Mr. Onions Winter rose and walked to the window in order, apparently, to drink his fill of the statue of Shakspere in the middle of the square.

'I don't know,' said Henry, overjoyed but none the less perplexed. 'I have not considered the question of price.'

'Will you take twenty-five pounds cash down for it--lock, stock, and barrel? You know it's very short. In fact, I'm just about the only publisher in London who would be likely to deal with it.'

Henry kept silence.

'Eh?' demanded Mr. Onions Winter, still perusing the Shaksperean forehead. 'Cash down. Will you take it?'

'No, I won't, thank you,' said Henry.

'Then what will you take?'

'I'll take a hundred.'

'My dear young man!' Mr.

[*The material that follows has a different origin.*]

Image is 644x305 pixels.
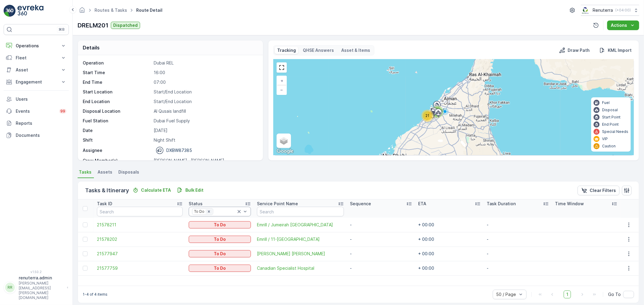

Onions Winter turned suddenly to reason blandly with Henry. 'Are you aware that that means five pounds a thousand words? Many authors of established reputation would be glad to receive as much. No, I should like to publish your book, but I am neither a philanthropist nor a millionaire.'

'What I should really prefer,' said Henry, 'would be so much on every copy sold.'

'Ah! A royalty?'

'Yes. A royalty. I think that is fairer to both parties,' said Henry judicially.